He forgot him then and turned to stare moodily across the enclosure that had been the scene of their battle. Kreiss had done good work there; he had scared the savages into a panic fear. Chet was seeing again the scenes of that night when a faint explosion came from the rocks at his side. He looked up to see Herr Kreiss stagger from the cave.
Eyebrows and lashes were gone; his hair was tinged short; but his thick glasses had protected his eyes. He breathed deeply of the outside air as he regarded the remnant of a bladder that once had held a sample of green gas. Then, without a word of explanation, he turned again into the cave where a thin trickle of smoke was issuing.
Ragged and torn, his clothes were held together by bits of vine. There were longer ropes of the same material that made a sling on his shoulders when he reappeared. And, tied in the sling, were bundles; one large, one small, but sagging with weight. Both were bound tightly in wrappings of broad leaves.
"We will go now," Herr Kreiss stated: "there is no time to be lost."
"Go? Go where?" Chet's question echoed his utter bewilderment.
"To the ship! Come, savage!"—he motioned to Towahg—"I did not do well when I made my way alone. You shall lead now."
"He's crazy," Chet told himself half aloud: "his motor's shot and his controls are jammed! Oh, well; what's the difference? I might as well spend the time this way as any. I meant to go back to the old ship once more."
Kreiss' arm still troubled from the wound he had got in the fight, but Chet could not induce him to share his load.
"Es ist mein recht," he grumbled, and added cryptically: "To each man this only is sure—that he must carry his own cross." And Chet, with a shrug, let him have his way.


> **Directions**:
Search the material for "engine" and show all lines that contain it.

> **Raw data**:
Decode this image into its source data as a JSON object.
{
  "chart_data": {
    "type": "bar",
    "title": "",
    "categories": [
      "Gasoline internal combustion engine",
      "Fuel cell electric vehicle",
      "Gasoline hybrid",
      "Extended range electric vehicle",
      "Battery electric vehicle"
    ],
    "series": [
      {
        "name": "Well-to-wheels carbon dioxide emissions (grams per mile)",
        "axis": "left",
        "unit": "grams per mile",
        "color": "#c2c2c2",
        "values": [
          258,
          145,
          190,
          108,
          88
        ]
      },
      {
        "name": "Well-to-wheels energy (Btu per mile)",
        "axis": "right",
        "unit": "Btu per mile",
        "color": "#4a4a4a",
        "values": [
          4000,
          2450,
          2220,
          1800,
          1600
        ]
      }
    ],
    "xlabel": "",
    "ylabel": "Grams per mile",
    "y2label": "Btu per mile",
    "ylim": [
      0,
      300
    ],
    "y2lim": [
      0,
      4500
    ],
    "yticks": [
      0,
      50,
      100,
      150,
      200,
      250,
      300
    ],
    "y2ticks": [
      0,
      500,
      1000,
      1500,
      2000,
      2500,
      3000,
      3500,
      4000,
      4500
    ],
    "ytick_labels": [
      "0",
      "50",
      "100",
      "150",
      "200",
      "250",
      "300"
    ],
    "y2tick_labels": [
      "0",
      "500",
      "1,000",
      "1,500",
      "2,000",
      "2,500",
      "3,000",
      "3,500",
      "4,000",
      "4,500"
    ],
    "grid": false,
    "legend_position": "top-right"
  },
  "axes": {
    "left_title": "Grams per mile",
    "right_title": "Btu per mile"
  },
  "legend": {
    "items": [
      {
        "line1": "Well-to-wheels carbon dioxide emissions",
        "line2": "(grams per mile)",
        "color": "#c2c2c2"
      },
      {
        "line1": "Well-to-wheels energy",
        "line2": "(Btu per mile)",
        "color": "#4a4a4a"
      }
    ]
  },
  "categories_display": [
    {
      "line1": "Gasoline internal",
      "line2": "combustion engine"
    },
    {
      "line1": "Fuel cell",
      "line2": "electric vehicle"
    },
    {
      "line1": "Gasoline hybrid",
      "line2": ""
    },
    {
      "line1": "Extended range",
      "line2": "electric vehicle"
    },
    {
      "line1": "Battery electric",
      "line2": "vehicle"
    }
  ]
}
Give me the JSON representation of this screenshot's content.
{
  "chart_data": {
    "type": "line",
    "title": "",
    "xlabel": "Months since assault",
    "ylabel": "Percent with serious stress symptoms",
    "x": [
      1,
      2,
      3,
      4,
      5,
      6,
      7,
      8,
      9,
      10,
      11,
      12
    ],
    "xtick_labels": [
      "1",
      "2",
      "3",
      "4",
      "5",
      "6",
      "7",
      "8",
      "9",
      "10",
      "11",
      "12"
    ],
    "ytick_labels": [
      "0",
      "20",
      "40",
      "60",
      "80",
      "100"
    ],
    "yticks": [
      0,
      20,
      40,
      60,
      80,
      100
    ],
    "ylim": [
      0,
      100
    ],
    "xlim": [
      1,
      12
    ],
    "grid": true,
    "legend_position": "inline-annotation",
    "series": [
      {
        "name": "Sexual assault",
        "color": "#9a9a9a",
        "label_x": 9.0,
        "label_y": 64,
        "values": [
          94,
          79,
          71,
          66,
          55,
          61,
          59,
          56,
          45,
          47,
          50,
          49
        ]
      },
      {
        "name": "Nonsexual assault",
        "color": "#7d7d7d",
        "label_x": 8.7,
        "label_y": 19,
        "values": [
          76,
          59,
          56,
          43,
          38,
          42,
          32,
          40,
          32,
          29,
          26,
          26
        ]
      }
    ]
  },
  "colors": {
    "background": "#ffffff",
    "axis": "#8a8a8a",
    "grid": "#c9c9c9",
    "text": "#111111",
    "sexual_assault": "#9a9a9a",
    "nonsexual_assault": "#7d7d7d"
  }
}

> **Exercise answer**:
      "Gasoline internal combustion engine",
      "line2": "combustion engine"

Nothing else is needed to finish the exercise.